Life has been lovely lately. Really, very little complaints. It is moments like this when I feel like I get it. When I catch that break that I’ve been waiting for, and all I can see is still water. This is the reality that I’ve begged, cried, prayed over and now it is here, and it feels how all life feels—mundane, at times exciting, at times unbearably boring.
In this figurative room, there is a window and you can see the sea. You have been sent here (you are a 19th century British woman with some aristocratic breeding) after a hysterical mental episode, and in witnessing such vastness the constraints around you have released, now there is room to move. Time is floating in this endless way, a whole afternoon stretches out in front of you.
I haven’t posted a newsletter in a while. It is partially because I’m engrossed in another writing project, partially because I have felt more and more happy to witness the coming and goings of my life without all the footnotes about it. As the doubt of the unknown has subsided, my tarot cards remain under a molding mug of tea, untouched. I have stopped giving readings altogether.
Now, I think often about art and writing. I go for walks on sunny days and listen to great artists and writers talk about their work and they feel close to me. Those times I feel practically ecstatic, bursting forth with wonder and excitement about the world. And then, there are other times when I’m sitting at my desk and thinking about how Anne Carson said that all writing is just one true sentence after another, and for the life of me I can’t think up even one true word. I give myself as much permission I can in these moments as well. I could spend the entire winter just thinking about a concept, mulling it over in my head, seeing it from all sides, and that would be okay.
In the winter, I am reminded more than ever, that it is always worth it to take my time. In fact, perhaps, it is the best thing I could ever do for myself.
Over the course of this fall I have witnessed a sort of magic in real time. Magic that is sort of an art-making all on its own. The truth is, the moment I’m living in, right now, I had dreamed it up. At one point, at the end of the summer, it was just a thought in my head. Just a page of writing in my journal, and now here it is tangible to the touch.
It’s most basic elements composed of:
A job with freedom
A room for sanctuary
Sunlight on my bed (see. naked sunbathing i.e. what I am doing as I write this)
A partnership
Space
My writing
My painting
My books
Right now, it is perfect. Often this little act of creation, of meeting a desire, often goes by unnoticed by me. As it goes, desire begets more desire and all the things that you thought would make you finally happy, finally satisfied, don’t. It is easy to wish away a moment you have dreamed of for another one. Desiring, of course, makes me feel deeply human, but it is nice to relish even for just a moment in the feeling of having everything you need. Knowing that there might be a time when I look back on this moment and feel a deep yearning for it.

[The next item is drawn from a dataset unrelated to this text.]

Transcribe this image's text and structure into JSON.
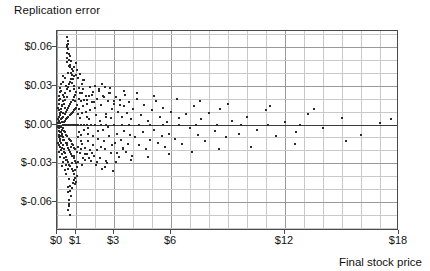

In desire stands grand and delightful paradoxes. Desire both pulls the self towards reality, demands it’s participation in the game, and also pushes it away marking the self in absence—what the self isn’t, what the self has lost, what the self doesn’t have. Desire is this great tool that we will get to play with for perhaps the rest of our lives. It is deeply liberating and sweet, and also bitter, brutal, filled with suffering. Like an arrow pointing back at the self, back to the heart of the matter, desire reminds me of my boundedness. It constructs and writes the limits of myself, of my body.
A few true sentences:
To be desiring is to be staring at absence. It is to be gazing out into the hole. It is a wide gaping mouth.
Simultaneously, to receive what you were desiring requires the absence of desire itself. As in when I have what I wanted, I no longer experience the desire for it.
In the annual pre-halloween watching of halloweentown, Debbie Reynolds (magic witch grandma) said, “Magic is easy. All you have to do is want something and then let yourself have it.”
I knew magic was intimately connected to desire, but have never heard it put so succinctly. Magic, in her terms, requires not only connecting with a desire, but also a negotiation with the self. A permission only you yourself could grant.
For me, enacting my own magic in my life was a conscious decision, one that was even documented in a previous newsletter. I felt the little life I wanted so close to me, and also between us I felt a lot of shame and misery about the present. I was in the depths of an unemployment era with little prospects.
I wanted a job, most of all, to relieve me of that feeling. I felt myself spinning on this impossible loop, chained to an absence that pressed up against the boundaries of my life and pushed it away, pushed it far away. I wanted not this, anything but this. The hole was gaping, blistering and oozing out like a wound. All throughout there was refrain, a familiar note echoing in my head:
(you’ve been here before,
you’ve been here before,
you’ve been here before)
From it a radical thought that emerged. All I ever wanted was the time to do what I pleased, and here it was heaping buckets of it, and I couldn’t even enjoy it. I wondered, isn’t this everything that I desired?
I spent my time doing the things I loved. I let the wanting to rid myself of some misery slip away. A job, of course, followed soon after one that allowed me to keep all that free time I loved so much.
In other words, I let myself have it.
And the truth is, like everything I ever wanted, there was no euphoria or exaltation.
The feeling was just like this:
(oh)
Sending you lots of love.
It cannot go without mentioning that your voice, you body, your prayer is worth a lot. May the Palestinian people be free.